Nothing about Armstrong’s proposal changed between October, when he couldn’t get a vote; and this week, when he did, except that he agreed to $550,000 more in contributions to county, state and community programs, or $950,000 in all.

Ridings said he considered the $100,000 donation to the resource center to be voluntary, and he said not for a moment in his dealings did he get any sense that Armstrong was resentful or reluctant to pay up.

CONTRIBUTIONS VARY

Other developers pay less. Intrawest, for example, is being asked by Lee to pay about $2.34 million, based on $20,000 per unit for 117 units.

The project, a condominium hotel on 34 acres at North Beach, will have about 700 hotel rooms (sold as condos) and townhouses.

Since it will be a hotel, instead of the 10 percent assessment Lee makes on residential developments, Intrawest’s Honua Kai development is being assessed at one “employee” housing unit per six rental units.

Lee persuaded Intrawest to pay $1.4 million upfront, which proved crucial to completing the West Maui Resource Center, even before Intrawest’s application was heard.
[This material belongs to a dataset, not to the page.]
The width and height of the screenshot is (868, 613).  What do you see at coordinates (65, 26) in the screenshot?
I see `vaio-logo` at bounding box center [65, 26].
She acknowledged that the development was taking a risk, since it would not get the money back if its application were rejected.

On the other hand, she contended, Intrawest knows exactly how much it is obligated for in employee housing exactions.

Unlike with Kai Malu, the requirements for employee housing on Intrawest are based on an ordinance that applies only to hotels, not to other businesses.

But Intrawest’s Honua Kai is not going to get any authorizations soon. The commission, with Johanna Amorin dissenting, approved interventions by the West Maui Preservation Association and Charles Fox.

Attorney Guy Haywood was chosen as hearings officer for the contested case.

Harry Eagar can be reached at heagar@mauinews.com.

 

reprinted courtesy Maui News 11/11/04, original link beta100.mauinews.com/page/content.detail/id/3089.html?nav=10

 

brought to you by Wailea Makena Real Estate Inc.